The Medical Directory of 1923 lists her address as Laurel Hill, Castlefin Co. Donegal.

1 Apr 1915 Joined Mrs St Clair Stobart's, tented hospital in Kragujevatz, Serbia, under the auspices of the Serbian Relief Fund. Dr Martha J. M. Stewart was in charge of a surgery in the country, until recalled to Kragujevatz in October 1915, when the country was over run by German and Austrian troops. The hospital was evacuated at the end of October. The unit retreated over the of Montenegro and Albania, with part of the Serbian Army and other doctors and nurses, eventually arriving back in London on 23 December.

The Serbian Relief Fund (SRF) maintained in Serbia five complete Hospital Units: Lady Paget's, Cornelia Lady Wimborne's, Mrs Stobart's, the First and Second British Farmer's Hospitals. The last three were mobile units, specially organised and equipped to deal with either wounded soldiers or infectious diseases like typhus. In addition, the SRF sent nurses to Mrs Hardy's Hospital at Kragujevatz, and a contingent of nurses to the typhus colony formed by Lady Paget at Skopje.

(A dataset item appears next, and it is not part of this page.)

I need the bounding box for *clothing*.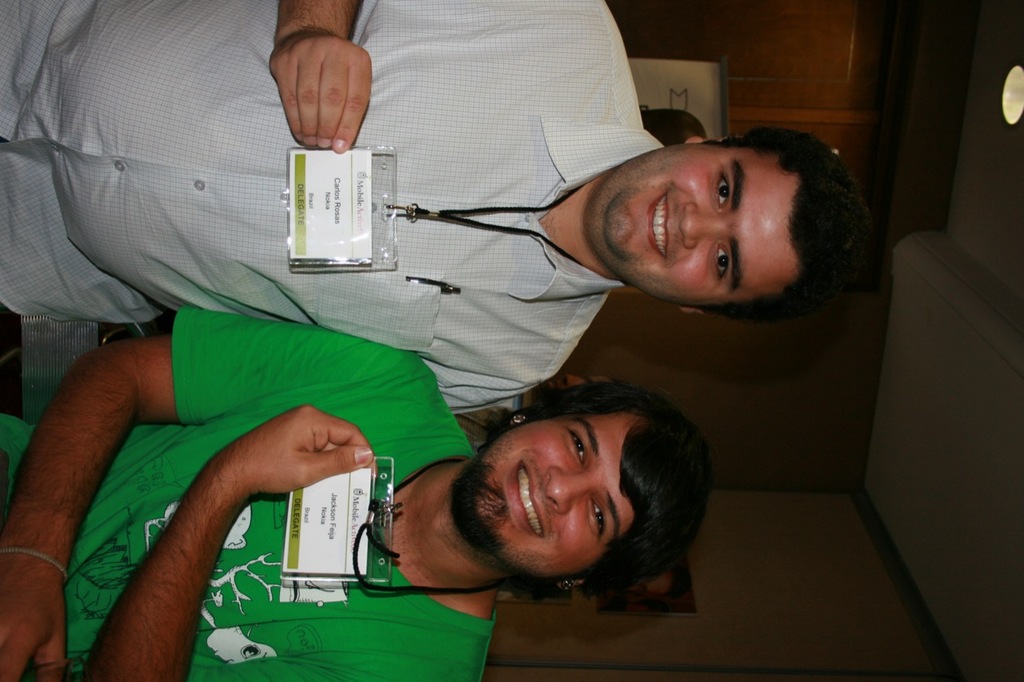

Dr Martha J. M. Stewart was awarded the Order of St Sava by the King of the Serbs, Croats, and Slovenes for her work in Serbia.

July 1916 Contracted to work for 12 months as a Civilian Surgeon attached to the RAMC. Her salary was 24 shillings a day including allowances, but excluding duty transport. A gratuity of £60 was awarded at the end of the contract, provided employment was not terminated for misconduct. Most of the medical women were invited to renew their contracts at the expiry of their first year's work.

12 Aug 1916 Embarked from Southampton for Malta on the Hospital Ship (H.S.) Gloucester Castle as part of the Women's Medical Unit RAMC.

1 June 1917 Embarked for Salonica.

1 June 1917 – 31 Aug 1918 Served at Salonica. Relinquished her contract on 31 August.

After the war Dr Martha J. M. Stewart had a practice in London for a short time, but soon married Dr Webb and settled at 47, Garden Road, Orchards, Johannesburg. She had two daughters. When her husband became assistant general manager of the Standard Bank in Pretoria they went to live there, and on his retirement returned to Johannesburg.

20 Oct 1965 Dr. Martha J. M. Stewart-Webb died in hospital in Johannesburg, aged 82 years. She had been a skilful and sympathetic doctor and a highly respected citizen of Johannesburg. She left a husband, and two daughters, both married.